Jeffrey Moussaieff Masson
In The Assault on Truth: Freud’s Suppression of the Seduction Theory, Masson exposed how Freud’s fear of backlash led him to falsify his findings:
“Freud’s recantation represents the turning away from a psychology of trauma to one of fantasy. He chose the safety of theory over the danger of truth.”
Alice Miller
The Swiss psychoanalyst and author of The Drama of the Gifted Child called out the profession’s complicity:
“Freud’s theories saved the fathers but not the children.”
Each of these voices did what Freud couldn’t—they looked directly at the horror and refused to flinch.
Why This Still Matters
When we trace the lineage of disbelief, we find Freud’s fingerprints at its root.
His theories influenced courts, universities, and clinical training programs.
His denial shaped the culture that still protects predators and gaslights survivors.
This isn’t just historical reflection—it’s an urgent reckoning.
Because when a society refuses to believe its wounded, it perpetuates the wound.
Healing the Inherited Wound
Healing from incest is not just personal—it’s cultural.
We are healing the wound that Freud left open. The wound of not being believed.
Here’s what healing requires now:
1. Belief as Medicine
Survivors need to be believed—not analyzed, not debated, not doubted.
Belief is not naivety. It’s radical compassion. It’s the first step toward restoring what disbelief destroyed.
2. Trauma-Informed Care
Therapists must be trained in the science of trauma, not the outdated myths of repression and hysteria.
As Dr. Janina Fisher teaches, “Every symptom makes sense once you know the whole story.”
3. Nervous System Healing
Healing happens through the body as much as the mind.
Somatic therapies—like EMDR, Internal Family Systems, breathwork, and movement—help survivors integrate what talk therapy alone cannot reach.
4. Cultural Accountability
We must name how social denial still protects the abuser and punishes the truth-teller.
When institutions minimize abuse, they are continuing Freud’s retreat.
5. Survivor Solidarity
Every time one of us tells our story, we chip away at the wall of denial built a century ago.
At Holey House, we believe storytelling is sacred rebellion—the act of returning stolen truth to its rightful owner.
This Is Personal
For many of us at Holey House, Freud’s story is not just history—it’s our inheritance.
We’ve lived the consequences of disbelief.
We’ve felt the weight of being told our trauma was too disturbing to be true.
We know what it means to live inside a body that remembers what the world refuses to acknowledge.
But we also know what it means to rise.
To reclaim our stories, our bodies, our truth.
To build a new psychology rooted not in denial, but in dignity.
Not in fantasy, but in embodied truth.
Reclaiming What Was Stolen
Freud’s retreat may have silenced the truth for a century, but it didn’t kill it.
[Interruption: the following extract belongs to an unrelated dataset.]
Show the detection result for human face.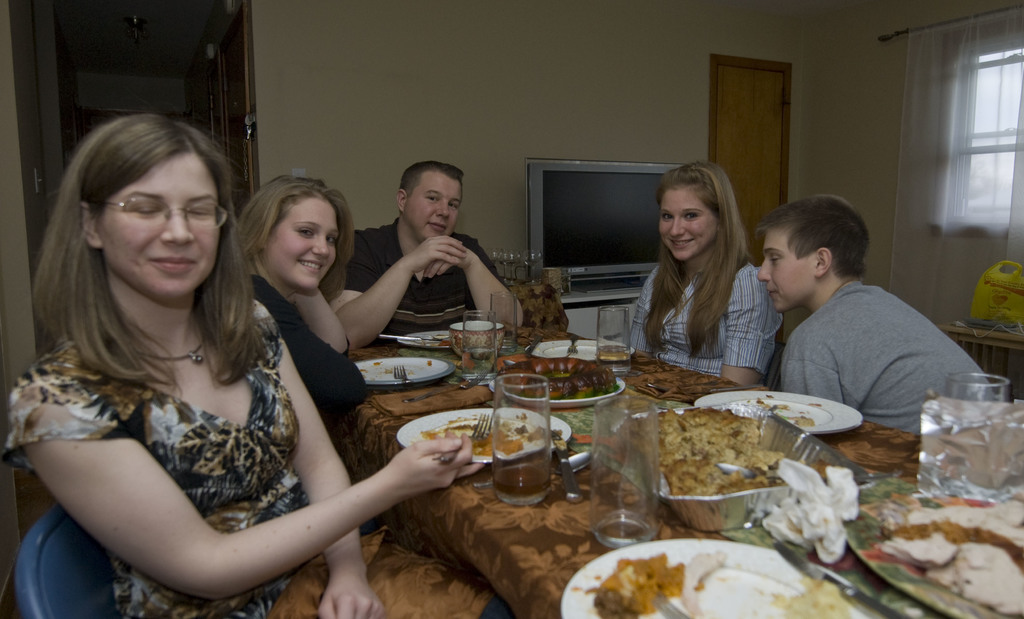
(left=660, top=184, right=714, bottom=259).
The truth lived on in every survivor who whispered their story into the dark.
It lived in the trembling hands that wrote it down.
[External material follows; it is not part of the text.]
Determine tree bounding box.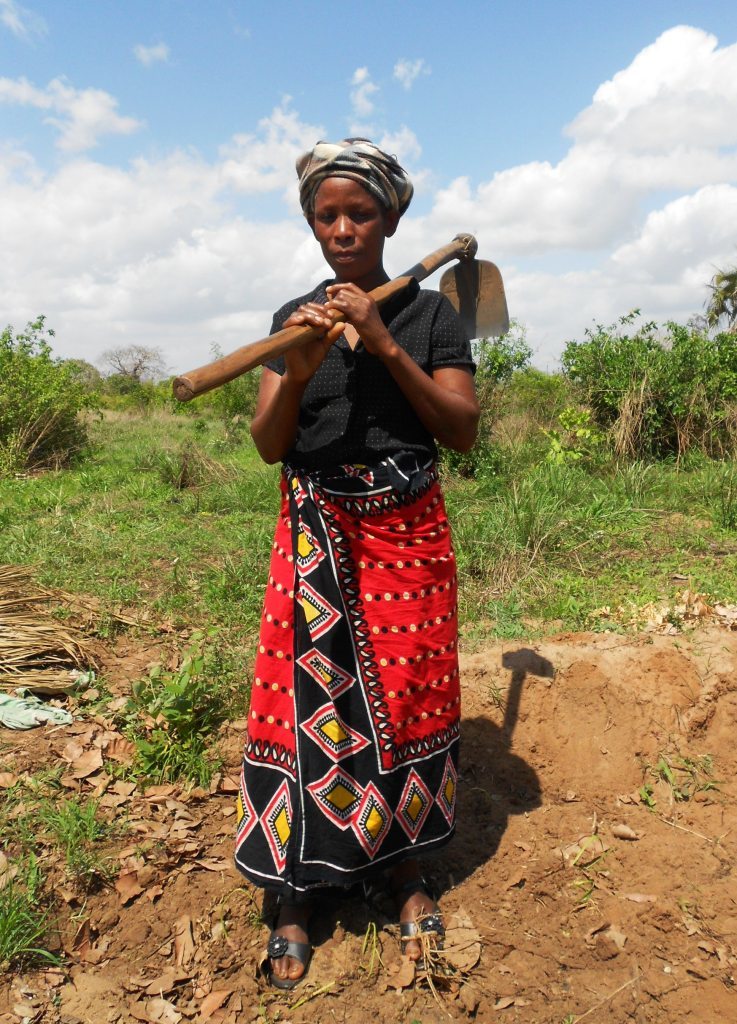
Determined: bbox(99, 340, 170, 409).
It lived in the next generation of healers, researchers, and truth-tellers who said: We will not look away again.
We are the living proof that truth cannot be buried forever.
We Are the Reckoning
Freud may have folded under pressure, but we won’t.
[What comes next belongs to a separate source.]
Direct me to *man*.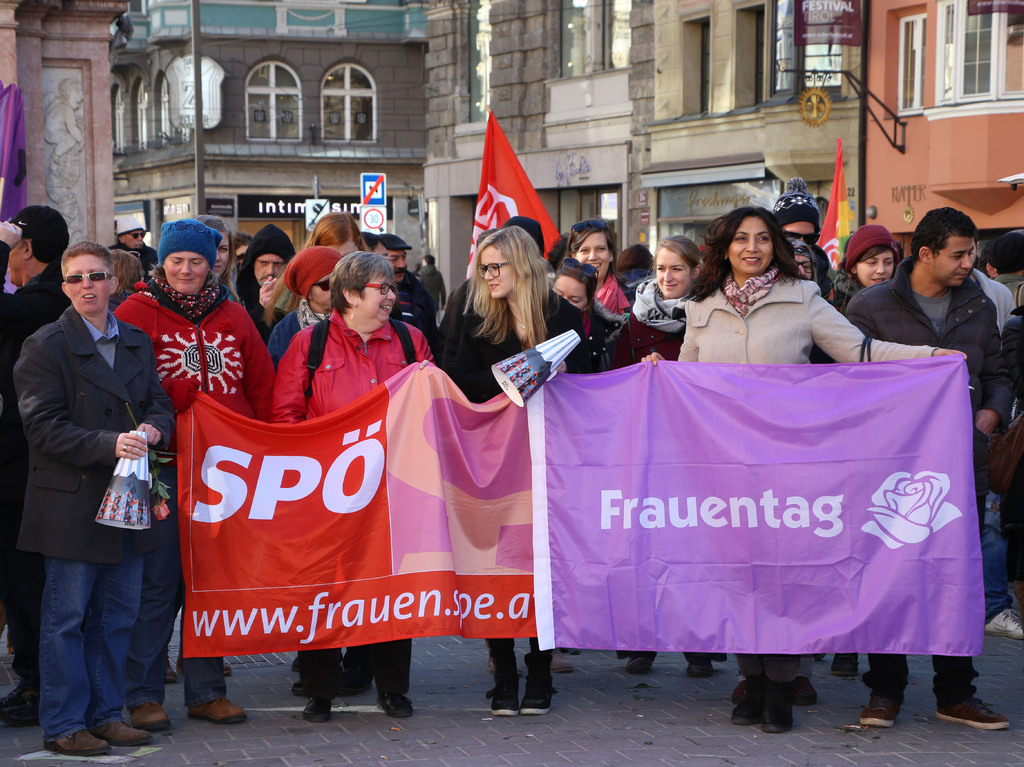
Direction: (left=0, top=205, right=72, bottom=730).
We are the ones he tried to erase—the daughters, sons, and siblings who carry both the wound and the wisdom.
The house may be holey, but it still stands.
From within its fractured walls, light pours through.
Because this time, the truth doesn’t retreat—it rises.
Reflection Prompts
Where in your story did disbelief cause deeper harm than the trauma itself?
What does “being believed” feel like in your body?
How has internalized doubt shaped your self-trust?
What truths are you ready to reclaim, even if others refuse to see them?
How can you use your voice to help another survivor feel seen?
Call to Action
If you are a survivor:
You are not alone.
You are not crazy.
You are not the lie Freud helped the world believe about you.
Your story is sacred. Your memory is medicine. And your truth has always been enough.
At Holey House, we are building what Freud abandoned—a psychology of truth, love, and liberation.
Join us in reclaiming the narrative.
Join us in rebuilding a world where the wounded are believed.
Join us in healing the century-long silence.